Each part is self-contained. Reading in order (Part I → II → III) gives the full arc – what I see as noise becoming melody – but entering at any point (and reading discrete slices of it instead of the whole cake at once) works as well.
No code. Design forces, abstract grammar, constraints before constructs. Personal narrative on linguistic relativity and what programming languages teach us.
The simulator (v0) is complete: JSON-driven scenarios, terminal-interactive harness, deterministic replay, colourised logging. The codebase is almost entirely hand-rolled; it relies on Jane Street’s OCaml stack throughout (Base, Core, ppx_jane) because I picked up the basics of the language by reading the book “Real World OCaml” (
my reading notes are here, also my first line of OCaml ever written is in the first commit for this project).
If you have ideas or feedback for making this series clearer, more demonstrative, or more useful — open an issue on Codeberg or write to hello@rtshkmr.com.
Always great to sign your emails,typically gets instant replies from me.
I’m Ritesh Kumar.
My public key can be downloaded from here or here — alternatively just search for it:
# 1. Get my key:gpg --keyserver keys.openpgp.org --search-keys 23BBA8476AA5F3FE0D944DD136F1C1A8EE1EB352
# 2. Paste your armor to your email too!gpg --armor --export yourmail@example.com
This is Part II of
a series on learning OCaml by writing a Paxos simulator.
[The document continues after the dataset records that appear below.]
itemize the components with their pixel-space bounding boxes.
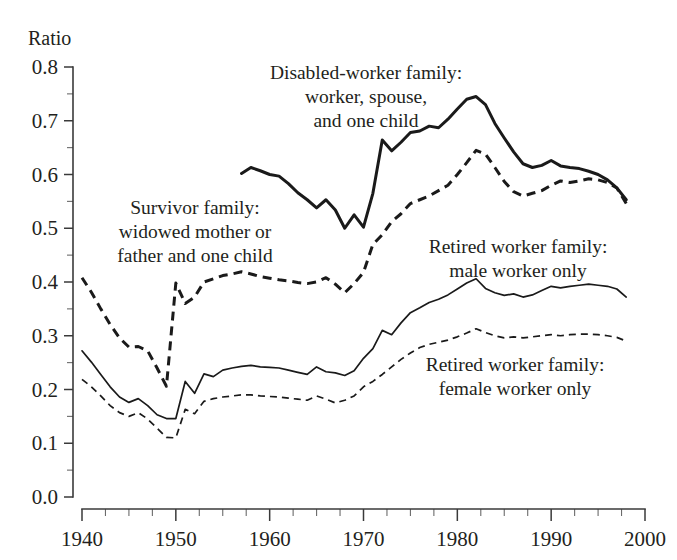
x-tick-label: 1980 [436, 527, 478, 551]
disabled-worker-label: Disabled-worker family:worker, spouse,an… [270, 62, 462, 131]
retired-male-label: Retired worker family:male worker only [429, 236, 608, 281]
x-tick-label: 2000 [624, 527, 666, 551]
survivor-label-line: father and one child [117, 245, 273, 266]
y-tick-label: 0.3 [32, 324, 58, 348]
x-tick-label: 1940 [61, 527, 103, 551]
chart-figure: Ratio 0.00.10.20.30.40.50.60.70.8 194019… [0, 0, 677, 560]
x-tick-label: 1970 [343, 527, 385, 551]
y-tick-label: 0.5 [32, 216, 58, 240]
survivor-label-line: widowed mother or [119, 221, 272, 242]
series-annotations-group: Disabled-worker family:worker, spouse,an… [117, 62, 607, 399]
x-axis-ticks: 1940195019601970198019902000 [61, 509, 666, 551]
retired-male-label-line: Retired worker family: [429, 236, 608, 257]
y-axis-title: Ratio [28, 27, 71, 49]
ratio-line-chart: Ratio 0.00.10.20.30.40.50.60.70.8 194019… [0, 0, 677, 560]
x-tick-label: 1960 [249, 527, 291, 551]
y-tick-label: 0.0 [32, 485, 58, 509]
y-tick-label: 0.8 [32, 55, 58, 79]
y-axis-title-text: Ratio [28, 27, 71, 49]
y-axis-ticks: 0.00.10.20.30.40.50.60.70.8 [32, 55, 73, 509]
retired-female-label-line: female worker only [439, 378, 592, 399]
survivor-label: Survivor family:widowed mother orfather … [117, 197, 273, 266]
retired-male-label-line: male worker only [449, 260, 587, 281]
y-tick-label: 0.2 [32, 378, 58, 402]
retired-female-label: Retired worker family:female worker only [426, 354, 605, 399]
y-tick-label: 0.4 [32, 270, 59, 294]
y-tick-label: 0.1 [32, 431, 58, 455]
survivor-label-line: Survivor family: [130, 197, 259, 218]
series-line-disabled-worker-family [242, 97, 627, 229]
disabled-worker-label-line: and one child [313, 110, 418, 131]
y-tick-label: 0.6 [32, 163, 58, 187]
x-tick-label: 1950 [155, 527, 197, 551]
y-tick-label: 0.7 [32, 109, 58, 133]
disabled-worker-label-line: worker, spouse, [305, 86, 427, 107]
disabled-worker-label-line: Disabled-worker family: [270, 62, 462, 83]
retired-female-label-line: Retired worker family: [426, 354, 605, 375]
x-tick-label: 1990 [530, 527, 572, 551]
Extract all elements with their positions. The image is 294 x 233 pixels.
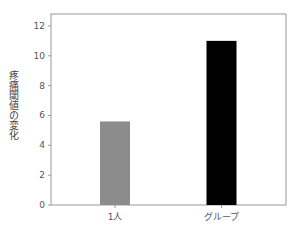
y-tick-label: 6 bbox=[39, 110, 45, 120]
y-tick-label: 12 bbox=[34, 21, 45, 31]
y-tick-label: 0 bbox=[39, 200, 45, 210]
x-category-label: 1人 bbox=[108, 212, 123, 222]
bar-1 bbox=[100, 121, 130, 205]
bar-chart: 0246810121人グループ bbox=[0, 0, 294, 233]
y-tick-label: 4 bbox=[39, 140, 45, 150]
plot-frame bbox=[51, 14, 286, 205]
y-tick-label: 8 bbox=[39, 81, 45, 91]
y-tick-label: 2 bbox=[39, 170, 45, 180]
x-category-label: グループ bbox=[204, 211, 239, 222]
y-tick-label: 10 bbox=[34, 51, 46, 61]
bar-2 bbox=[207, 41, 237, 205]
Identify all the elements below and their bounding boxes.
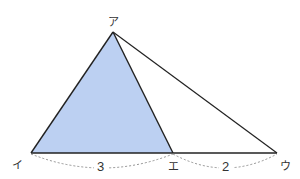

We build on Part I’s
abstract grammar and witness how subsystems take shape from it — guided, as it turns out, by the OCaml compilerI’m sure the magical source within the compiler is rooted in the underlying Hindley-Milner Type system which expects the programmer to exercise clearer type-discipline in exchange for superior inference capabilities that feel like an extension to the programmer’s own mind. I’ll put up a few words about what that experience has been like in Part III, coming soonitself.
This is Part I of
a series on learning OCaml through building a Paxos simulator. Here, we stay away from the code entirely and focus on listening closely to the forces that will shape the architecture.